Microsoft Copilot – Great Tool, Shame About the Delivery
I’ve got nothing against Copilot.

It’s a clever little digital helper that can write emails, tidy up spreadsheets, summarise meetings, and probably do your tax return while you’re down at the pub. It’s the sort of thing we’ve all secretly wanted: an assistant that doesn’t complain about working late or “forget” to send the file. Lovely.
But here’s the problem. Microsoft hasn’t offered us Copilot. They’ve rammed it into our computers like a bad song on repeat. You wake up one morning, open Word to bash out a simple letter, and suddenly Copilot is hovering in the corner like an over-enthusiastic intern. “Would you like me to help with that?” No, I’d like you to go away while I type two paragraphs without interference, thank you very much.
It’s like being sold a car with “optional” heated seats, only to find they’ve welded the switch permanently to the dashboard, turned it on, and you can’t shut it off without voiding the warranty. Nice feature, but why does it have to be strapped to me at all times?
Now, don’t get me wrong – I’d love to give Copilot a proper go. I want to sit down, test it out, and see if it can actually improve my day or if it just generates the digital equivalent of a student essay written at 2am. But instead of giving me the chance to explore it on my own terms, Microsoft have gone for the “shock and awe” approach. Slam it into Office, Windows, Teams, Outlook – probably even Minesweeper by Christmas.
The result? It doesn’t feel like innovation. It feels like advertising. You’re not being invited to try a powerful tool; you’re being told you must. And nothing kills curiosity faster than being force-fed.
What Microsoft seem to forget is that technology is at its best when it feels like a discovery – when you find a new feature and think, ah, that’s useful. It’s why people loved the early iPhone. Hidden gems, clever touches, stuff that made you grin. With Copilot, it’s the opposite. You can’t stumble across it, because it’s already in your face before you’ve even logged in.
Imagine if you bought a new car where every time you opened the door, a salesman jumped out of the glovebox shouting about the new cupholder. You’d drive it off a cliff just to shut them up. That’s the Copilot experience right now.
So here’s my verdict: Copilot is not the villain. Just like ChatGPT – the concept is clever, the potential enormous. But Microsoft’s method of delivery is like being force-fed cold porridge while someone insists it’s the best breakfast you’ll ever have. Let us breathe. Let us explore. Stop shoving and start showing.
Because if they don’t, people won’t remember Copilot as the groundbreaking digital assistant it could be. They’ll remember it as that annoying thing that kept popping up when all you wanted to do was write a shopping list in Word.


__TASK OBJECTIVE__. Print all the records exactly as they stand.

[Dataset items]
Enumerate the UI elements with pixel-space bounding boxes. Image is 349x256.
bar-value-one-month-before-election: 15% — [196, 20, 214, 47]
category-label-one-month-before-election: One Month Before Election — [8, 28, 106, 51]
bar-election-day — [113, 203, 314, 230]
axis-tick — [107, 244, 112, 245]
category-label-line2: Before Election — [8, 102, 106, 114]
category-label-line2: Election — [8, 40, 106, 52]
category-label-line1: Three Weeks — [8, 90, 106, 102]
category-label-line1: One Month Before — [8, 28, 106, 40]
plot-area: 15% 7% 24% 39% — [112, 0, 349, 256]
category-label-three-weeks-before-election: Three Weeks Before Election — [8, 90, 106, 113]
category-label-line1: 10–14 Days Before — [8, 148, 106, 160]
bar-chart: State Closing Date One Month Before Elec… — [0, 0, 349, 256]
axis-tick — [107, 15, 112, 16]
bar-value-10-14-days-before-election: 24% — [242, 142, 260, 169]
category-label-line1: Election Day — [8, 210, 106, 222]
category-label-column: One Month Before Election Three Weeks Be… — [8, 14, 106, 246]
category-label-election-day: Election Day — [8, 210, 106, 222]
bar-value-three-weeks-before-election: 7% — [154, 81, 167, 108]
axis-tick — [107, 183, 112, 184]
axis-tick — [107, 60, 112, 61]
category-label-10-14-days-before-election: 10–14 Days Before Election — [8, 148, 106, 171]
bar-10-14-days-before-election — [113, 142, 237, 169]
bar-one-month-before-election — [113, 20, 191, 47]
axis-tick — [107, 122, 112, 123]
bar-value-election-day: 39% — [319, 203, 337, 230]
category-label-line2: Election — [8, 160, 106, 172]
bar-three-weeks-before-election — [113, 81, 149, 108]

__RESULT OF THE EXERCISE__.
Enumerate the UI elements with pixel-space bounding boxes. Image is 349x256.
bar-value-one-month-before-election: 15% — [196, 20, 214, 47]
category-label-one-month-before-election: One Month Before Election — [8, 28, 106, 51]
bar-election-day — [113, 203, 314, 230]
axis-tick — [107, 244, 112, 245]
category-label-line2: Before Election — [8, 102, 106, 114]
category-label-line2: Election — [8, 40, 106, 52]
category-label-line1: Three Weeks — [8, 90, 106, 102]
category-label-line1: One Month Before — [8, 28, 106, 40]
plot-area: 15% 7% 24% 39% — [112, 0, 349, 256]
category-label-three-weeks-before-election: Three Weeks Before Election — [8, 90, 106, 113]
category-label-line1: 10–14 Days Before — [8, 148, 106, 160]
bar-chart: State Closing Date One Month Before Elec… — [0, 0, 349, 256]
axis-tick — [107, 15, 112, 16]
bar-value-10-14-days-before-election: 24% — [242, 142, 260, 169]
category-label-line1: Election Day — [8, 210, 106, 222]
category-label-column: One Month Before Election Three Weeks Be… — [8, 14, 106, 246]
category-label-election-day: Election Day — [8, 210, 106, 222]
bar-value-three-weeks-before-election: 7% — [154, 81, 167, 108]
axis-tick — [107, 183, 112, 184]
axis-tick — [107, 60, 112, 61]
category-label-10-14-days-before-election: 10–14 Days Before Election — [8, 148, 106, 171]
bar-10-14-days-before-election — [113, 142, 237, 169]
bar-one-month-before-election — [113, 20, 191, 47]
axis-tick — [107, 122, 112, 123]
bar-value-election-day: 39% — [319, 203, 337, 230]
category-label-line2: Election — [8, 160, 106, 172]
bar-three-weeks-before-election — [113, 81, 149, 108]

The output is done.